Below’s a guide on what to look out for and what you can do, according to psychologist Eve Ash.
Snide, snappy, dismissive?
A manager whose snide comment dismisses that you were late because your child was sick and the babysitter cancelled, or the know-all in a group workshop who says your summarising is “too slow”: these comments are disrespectful because they are dismissive of the context. Someone’s one-off verbal aggression or throwaway putdown is hurtful, unpleasant, unwarranted; but you can choose to deflect or respond as you see fit.
Continual disrespect?
When a person keeps up disrespectful behaviour, this veers towards workplace bullying and harassment. However they might not actually be a bully, particularly if no one’s yet called out what they’re doing, or perhaps reminded them there’s an office policy against that. They are insensitive, lacking empathy, but still capable of rehabilitation. They are rude several times, others decide to jump on them, and generally that’s the end of it.
Cruelty?
Bullying in many ways is akin to bullfighting. The matadors circle and goad the poor bull with their sharp banderillas: the aim is to kill, in an orchestrated way. It is, for its fans, an elaborate dance of ancient origins – but no less bloody and cruel for that.
Resilience and assertiveness
There’s a lot of discourse about the importance of resilience in dealing with bullies, but it tends to be simplistic. What acts as a trigger for your feelings of humiliation or persecution might have little effect on me, and vice-versa. So it’s not useful to prescribe what a person should or shouldn’t be feeling, nor is it helpful to reduce the problem to how a person ‘ought’ to handle a situation. Assertiveness and resilience are skills we all need and it should be taught at work. But we should also have places to refer those who experience bullying and harassment, if we don’t have people skilled and qualified in-house.

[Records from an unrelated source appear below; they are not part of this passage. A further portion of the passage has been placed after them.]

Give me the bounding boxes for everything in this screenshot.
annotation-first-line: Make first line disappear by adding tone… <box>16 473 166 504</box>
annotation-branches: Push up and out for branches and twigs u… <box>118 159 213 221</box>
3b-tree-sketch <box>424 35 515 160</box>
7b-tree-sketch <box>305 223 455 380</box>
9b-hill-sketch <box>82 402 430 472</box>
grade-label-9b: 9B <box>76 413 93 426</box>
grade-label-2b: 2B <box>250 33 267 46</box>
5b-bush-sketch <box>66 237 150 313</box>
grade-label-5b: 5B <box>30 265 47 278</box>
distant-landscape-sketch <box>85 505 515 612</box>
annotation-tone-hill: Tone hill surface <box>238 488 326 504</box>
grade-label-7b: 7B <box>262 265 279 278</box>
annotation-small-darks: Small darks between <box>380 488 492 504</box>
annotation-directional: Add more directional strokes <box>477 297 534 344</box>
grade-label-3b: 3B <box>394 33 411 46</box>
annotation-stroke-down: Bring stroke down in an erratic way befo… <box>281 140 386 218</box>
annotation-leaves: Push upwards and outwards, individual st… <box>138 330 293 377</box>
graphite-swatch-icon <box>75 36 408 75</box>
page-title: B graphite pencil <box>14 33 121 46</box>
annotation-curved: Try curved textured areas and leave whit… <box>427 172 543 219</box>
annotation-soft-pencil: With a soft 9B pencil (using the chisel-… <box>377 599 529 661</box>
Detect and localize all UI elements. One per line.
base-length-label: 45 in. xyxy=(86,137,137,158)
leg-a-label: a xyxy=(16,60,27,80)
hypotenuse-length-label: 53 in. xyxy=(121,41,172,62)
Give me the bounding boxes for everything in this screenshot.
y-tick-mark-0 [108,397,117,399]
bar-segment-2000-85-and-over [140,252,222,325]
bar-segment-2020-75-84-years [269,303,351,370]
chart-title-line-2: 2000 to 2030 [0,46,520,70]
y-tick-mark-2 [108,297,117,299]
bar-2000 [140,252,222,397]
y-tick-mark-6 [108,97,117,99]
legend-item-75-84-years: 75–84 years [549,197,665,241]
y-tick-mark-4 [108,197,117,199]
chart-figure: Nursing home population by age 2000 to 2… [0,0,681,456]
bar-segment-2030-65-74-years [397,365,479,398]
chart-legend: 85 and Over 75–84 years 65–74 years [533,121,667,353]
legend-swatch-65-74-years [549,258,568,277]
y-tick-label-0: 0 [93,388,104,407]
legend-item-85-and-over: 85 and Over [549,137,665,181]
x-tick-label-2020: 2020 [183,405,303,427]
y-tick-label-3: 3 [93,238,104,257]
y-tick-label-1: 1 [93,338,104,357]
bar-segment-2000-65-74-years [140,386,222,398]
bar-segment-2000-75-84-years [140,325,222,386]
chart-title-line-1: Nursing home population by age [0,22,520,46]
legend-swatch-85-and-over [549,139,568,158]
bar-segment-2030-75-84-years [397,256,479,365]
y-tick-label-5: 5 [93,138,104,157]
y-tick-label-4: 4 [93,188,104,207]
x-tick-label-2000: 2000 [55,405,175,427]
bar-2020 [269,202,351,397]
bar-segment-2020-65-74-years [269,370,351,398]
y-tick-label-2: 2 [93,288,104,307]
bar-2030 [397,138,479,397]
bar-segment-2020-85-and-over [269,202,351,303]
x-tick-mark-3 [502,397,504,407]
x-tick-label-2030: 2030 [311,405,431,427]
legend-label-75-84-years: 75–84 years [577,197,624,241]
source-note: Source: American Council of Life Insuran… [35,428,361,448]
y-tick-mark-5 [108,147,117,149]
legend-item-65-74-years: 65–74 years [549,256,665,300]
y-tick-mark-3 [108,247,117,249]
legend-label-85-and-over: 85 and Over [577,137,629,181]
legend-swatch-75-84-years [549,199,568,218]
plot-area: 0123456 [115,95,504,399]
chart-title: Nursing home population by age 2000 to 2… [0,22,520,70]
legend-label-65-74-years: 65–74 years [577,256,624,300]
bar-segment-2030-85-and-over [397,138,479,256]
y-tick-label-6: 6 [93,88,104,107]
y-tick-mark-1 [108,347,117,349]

Characteristics of a bully
When we look at these characteristics, it is hard to accept that bullies are unaware of their actions and crushing impact on others. In fact, the opposite is most often true.
- Derives pleasure from torment: just as bullfighting crowds cheer at the first blood, the harasser or bully gloats. It is not enough to wound: they must ‘finish’ their victim off. Remember the sadistic sensei in The Karate Kid? Such people and their followers deeply fear their own weakness; it’s always so much easier to inflict pain on someone else. It’s cowardice, but not the knee-trembler variety. Bullies feel elevated by trampling on others – theirs is an extremely limited, adversarial world view.

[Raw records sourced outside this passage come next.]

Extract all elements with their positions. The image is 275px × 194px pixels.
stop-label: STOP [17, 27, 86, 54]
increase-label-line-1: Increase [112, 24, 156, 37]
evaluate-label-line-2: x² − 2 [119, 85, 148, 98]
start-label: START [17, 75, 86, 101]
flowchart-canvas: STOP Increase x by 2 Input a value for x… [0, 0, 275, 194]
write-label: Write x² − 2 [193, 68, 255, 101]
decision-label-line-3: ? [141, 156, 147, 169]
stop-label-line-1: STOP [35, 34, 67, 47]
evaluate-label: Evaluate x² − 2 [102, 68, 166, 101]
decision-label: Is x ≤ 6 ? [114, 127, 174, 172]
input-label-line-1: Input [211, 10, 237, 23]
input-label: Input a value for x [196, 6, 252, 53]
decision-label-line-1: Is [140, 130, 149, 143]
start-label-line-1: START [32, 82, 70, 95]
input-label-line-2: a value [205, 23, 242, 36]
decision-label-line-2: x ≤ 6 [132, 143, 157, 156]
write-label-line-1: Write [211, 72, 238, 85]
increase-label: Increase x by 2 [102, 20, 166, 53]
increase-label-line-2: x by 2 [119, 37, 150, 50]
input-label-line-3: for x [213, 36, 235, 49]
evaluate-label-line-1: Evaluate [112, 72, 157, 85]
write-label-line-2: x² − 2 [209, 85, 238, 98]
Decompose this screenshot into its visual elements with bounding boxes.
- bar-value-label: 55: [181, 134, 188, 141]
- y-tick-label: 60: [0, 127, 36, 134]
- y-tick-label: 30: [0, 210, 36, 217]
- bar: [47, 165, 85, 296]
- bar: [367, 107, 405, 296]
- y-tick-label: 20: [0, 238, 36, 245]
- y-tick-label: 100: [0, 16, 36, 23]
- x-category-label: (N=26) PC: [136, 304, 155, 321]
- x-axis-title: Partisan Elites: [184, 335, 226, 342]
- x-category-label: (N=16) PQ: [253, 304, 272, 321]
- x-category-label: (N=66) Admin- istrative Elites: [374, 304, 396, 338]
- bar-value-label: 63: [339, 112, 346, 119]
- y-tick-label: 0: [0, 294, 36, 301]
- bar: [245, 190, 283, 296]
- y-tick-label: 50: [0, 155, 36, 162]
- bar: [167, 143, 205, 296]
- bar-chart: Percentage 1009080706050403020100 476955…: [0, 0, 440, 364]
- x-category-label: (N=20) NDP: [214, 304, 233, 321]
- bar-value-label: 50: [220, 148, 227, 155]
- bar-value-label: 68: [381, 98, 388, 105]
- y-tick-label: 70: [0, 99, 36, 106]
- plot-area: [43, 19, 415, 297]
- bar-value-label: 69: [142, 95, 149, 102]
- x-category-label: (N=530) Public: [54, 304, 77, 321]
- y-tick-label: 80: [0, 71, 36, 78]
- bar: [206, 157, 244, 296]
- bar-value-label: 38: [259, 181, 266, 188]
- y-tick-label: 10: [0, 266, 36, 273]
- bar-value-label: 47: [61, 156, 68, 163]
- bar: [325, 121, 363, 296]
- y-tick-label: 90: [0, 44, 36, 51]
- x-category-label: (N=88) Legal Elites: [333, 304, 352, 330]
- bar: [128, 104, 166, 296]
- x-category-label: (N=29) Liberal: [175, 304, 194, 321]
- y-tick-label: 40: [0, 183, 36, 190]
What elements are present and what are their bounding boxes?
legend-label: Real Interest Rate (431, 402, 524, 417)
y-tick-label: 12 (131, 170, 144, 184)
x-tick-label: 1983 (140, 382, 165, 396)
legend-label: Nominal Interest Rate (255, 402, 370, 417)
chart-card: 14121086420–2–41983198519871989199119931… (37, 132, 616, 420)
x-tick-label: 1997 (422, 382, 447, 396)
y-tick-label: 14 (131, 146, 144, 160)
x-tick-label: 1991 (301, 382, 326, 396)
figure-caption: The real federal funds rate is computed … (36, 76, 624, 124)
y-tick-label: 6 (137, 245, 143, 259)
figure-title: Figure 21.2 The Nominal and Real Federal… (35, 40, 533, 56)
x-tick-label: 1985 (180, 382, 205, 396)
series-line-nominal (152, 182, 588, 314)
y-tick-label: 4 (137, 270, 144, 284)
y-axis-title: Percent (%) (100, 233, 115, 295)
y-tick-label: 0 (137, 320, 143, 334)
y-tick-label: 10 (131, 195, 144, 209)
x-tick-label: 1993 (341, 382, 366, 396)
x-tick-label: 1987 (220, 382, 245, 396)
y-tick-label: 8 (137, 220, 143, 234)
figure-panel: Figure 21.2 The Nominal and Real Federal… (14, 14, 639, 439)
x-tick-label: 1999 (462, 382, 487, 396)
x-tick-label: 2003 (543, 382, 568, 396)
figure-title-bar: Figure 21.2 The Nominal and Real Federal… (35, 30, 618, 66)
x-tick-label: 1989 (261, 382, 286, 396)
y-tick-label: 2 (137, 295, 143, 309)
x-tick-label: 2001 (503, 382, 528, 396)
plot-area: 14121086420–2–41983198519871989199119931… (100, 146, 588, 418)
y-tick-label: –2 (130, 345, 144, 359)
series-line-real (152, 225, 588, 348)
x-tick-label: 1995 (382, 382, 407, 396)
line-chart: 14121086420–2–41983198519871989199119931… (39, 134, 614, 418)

- Believe they have the power: nostrils quivering, the bully scents the minutest whiff of their advantage or another person’s disadvantage, usually because there’s more than one bully (in which case you’ve got a gang), or because the bully occupies a higher rank in the office foodchain.

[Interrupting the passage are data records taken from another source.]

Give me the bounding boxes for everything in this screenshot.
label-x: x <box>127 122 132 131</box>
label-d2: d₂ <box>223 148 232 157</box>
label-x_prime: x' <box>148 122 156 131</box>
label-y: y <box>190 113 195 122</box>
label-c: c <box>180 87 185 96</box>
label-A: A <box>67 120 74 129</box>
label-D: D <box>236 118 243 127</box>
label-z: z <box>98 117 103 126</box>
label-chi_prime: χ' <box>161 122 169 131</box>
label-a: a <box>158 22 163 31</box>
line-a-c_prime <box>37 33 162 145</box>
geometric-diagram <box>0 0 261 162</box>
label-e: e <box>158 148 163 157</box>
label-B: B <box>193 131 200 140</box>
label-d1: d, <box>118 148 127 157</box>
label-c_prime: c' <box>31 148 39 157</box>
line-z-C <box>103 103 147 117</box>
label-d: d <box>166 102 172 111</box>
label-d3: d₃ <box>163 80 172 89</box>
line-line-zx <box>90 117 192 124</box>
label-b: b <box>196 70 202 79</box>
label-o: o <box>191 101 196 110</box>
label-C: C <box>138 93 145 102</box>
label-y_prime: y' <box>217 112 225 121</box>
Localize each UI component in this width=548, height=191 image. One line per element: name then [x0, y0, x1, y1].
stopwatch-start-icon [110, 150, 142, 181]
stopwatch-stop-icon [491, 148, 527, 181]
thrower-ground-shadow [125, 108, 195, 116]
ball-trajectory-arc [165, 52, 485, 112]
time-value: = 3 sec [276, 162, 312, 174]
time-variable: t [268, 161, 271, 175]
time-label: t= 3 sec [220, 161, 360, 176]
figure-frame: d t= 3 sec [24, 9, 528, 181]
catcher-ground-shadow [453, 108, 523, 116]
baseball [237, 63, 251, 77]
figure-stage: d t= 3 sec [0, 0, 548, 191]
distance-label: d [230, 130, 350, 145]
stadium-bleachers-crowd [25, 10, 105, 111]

- Relentlessly mean and nasty: whether it’s teasing, badmouthing, gaslighting (making a victim question their reality) or outright persecution, they will not stop. They find opportunities to have another go at a person. They may specialize in one or more types of persecution: written, online, physical verbal, sexual, emotional. In their crocodile brain, it’s all about destroying the opponent or at least shattering them into a million pieces in the expectation they won’t recover.
Confronting the bully is difficult for many of us
They often simply deny it, pretend that it’s ‘all in your head’ or accuse you of bullying them. They are revealed, though, in the ways they condemn, exhort others to denigrate, act as though their views are the only legitimate experience going on. Their methods (not necessarily their manner of expressing themselves) are crude, vicious; they are not interested in reasonable discussion or evaluation. The ‘victorious’ matador takes the ear of the mortally wounded bull as a souvenir.
What to do about it?
It’s quite clear that there’s a slippery slope between disrespect and the sport of stomping on others. The legal maxim “when there is no remedy, there is no right” holds true. As people rise up and speak out about wrongful attitudes and practices, workplaces and institutions (parliament, government, schools, etc) must continue the work: criminalise hazing rituals, prohibit bullying, penalise harassment and discourage disrespectful talk and behaviour. Investigate complaints, explore differences, mediate solutions, nip problems in the bud. Strengthen the grievance process; ensure that mediation is handled competently and acutely. Be sure the lines are drawn, not undermined.
The best thing organisations can do is teach people respectful communication skills. We shouldn’t just identify and outlaw the bad behaviour, we should provide clear examples of positive communication and respectful relationships.